The grass is no longer looking so green across the Tasman where business confidence has hit a new low and Australian executives face a continuing weak job market for the remainder of 2011.
The latest figures released yesterday from Paymark suggest that the spending boost expected to accompany the RWC will come as a welcome relief to retailers, with soft, choppy trading conditions across most sectors defining the last couple of months.
Picking the winner of the Rugby World Cup may be easier than working out the economic gains – or losses. Gauging how much GDP growth results from the tournament, rather than from – let’s say – the Christchurch rebuild will be tricky too, says Bob Edlin, Executive Update’s economic correspondent.
While traditional retail is facing serious and sometimes deserved challenges, most people do, and will continue to, enjoy going shopping in the real world. In fact, rather than witnessing retail ruin, a retail renaissance is in the making contends a global consumer trends spotting firm.

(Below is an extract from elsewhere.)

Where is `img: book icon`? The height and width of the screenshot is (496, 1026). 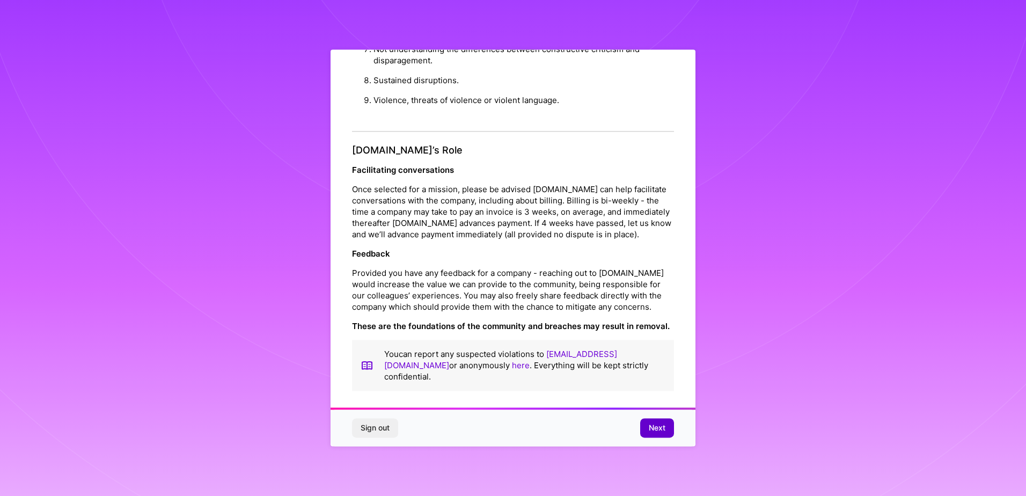
img: book icon is located at coordinates (367, 366).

More than half of all New Zealand employees are saying they expect to switch careers within the next five years, according to a survey by global workforce solutions company, Kelly Services.

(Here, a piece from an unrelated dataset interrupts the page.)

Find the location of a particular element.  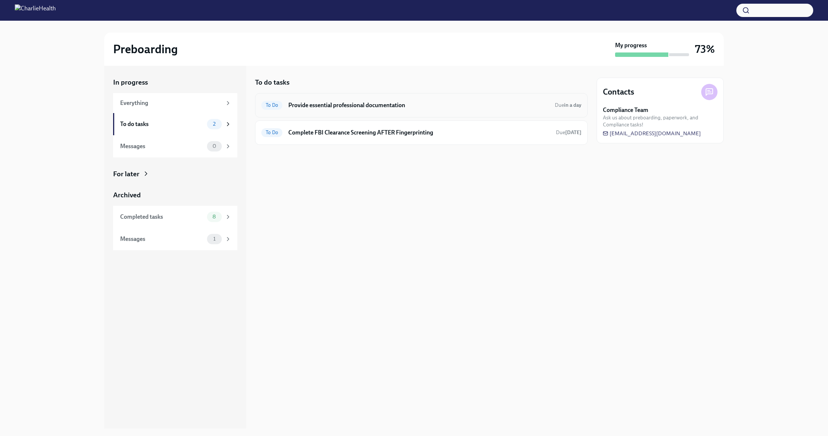

h4: Contacts is located at coordinates (619, 92).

Boards wanting to lift their environmental performance should think about appointing independent, more experienced and perhaps legally competent directors. NZ Management reports on some compelling research findings
Everything about the furore created by the remarks of former Employers and Manufacturers Association chief executive Alasdair Thompson and his subsequent departure demonstrates substandard corporate governance.

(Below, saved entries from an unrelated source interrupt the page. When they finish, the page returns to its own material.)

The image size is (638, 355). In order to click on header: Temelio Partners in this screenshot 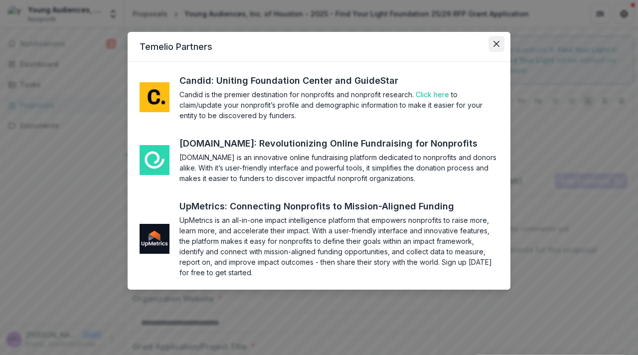, I will do `click(319, 47)`.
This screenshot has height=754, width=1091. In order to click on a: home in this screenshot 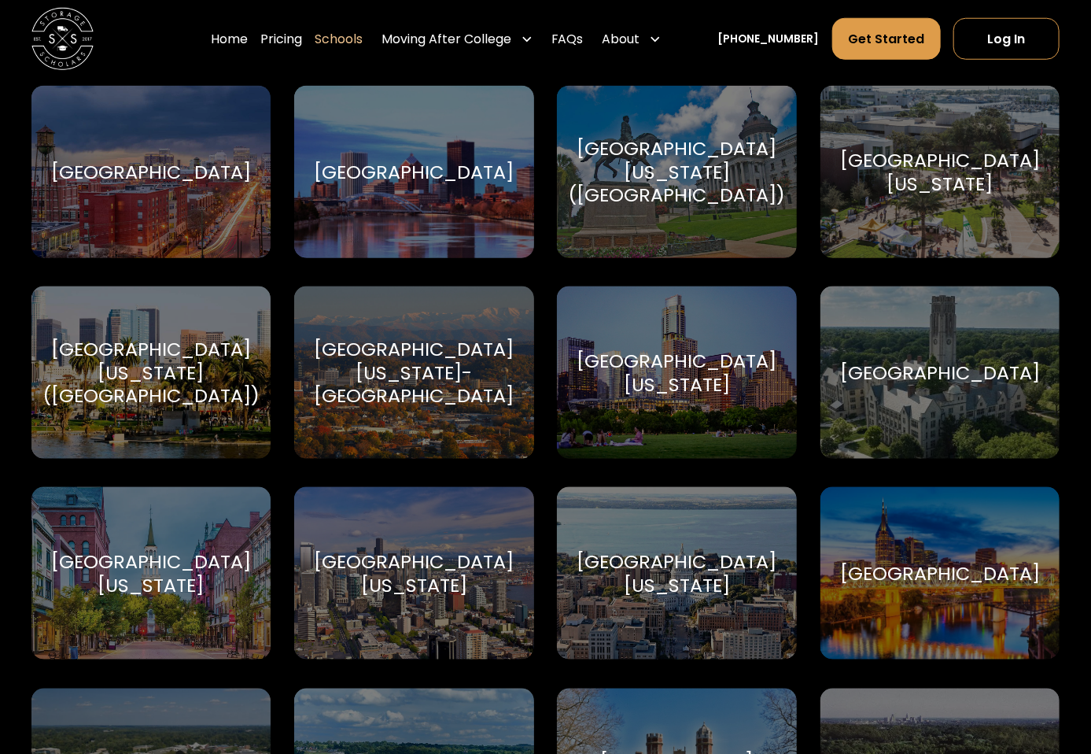, I will do `click(62, 39)`.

Corporate New Zealand’s persistent and self-defeating failure to appoint women to the boards of our major companies continues unabated. Board chairmen, the NZX and the Institute of Directors could sort this sorry state of affairs if they cared to, reports Reg Birchfield.
“It’s no more complicated than having guests come to dinner,” says Martin Snedden, chief executive of Rugby New Zealand. “From the moment they walk in your door until the moment they leave you have to look after them. You make sure that they have a good time. And most of the time if you do that they are left with a warm fuzzy feeling. That’s all that we are asking New Zealanders to do for the Rugby World Cup.”
As executives become more senior, they are less likely to receive constructive performance and strategic feedback. They can get it by calling on their junior colleagues.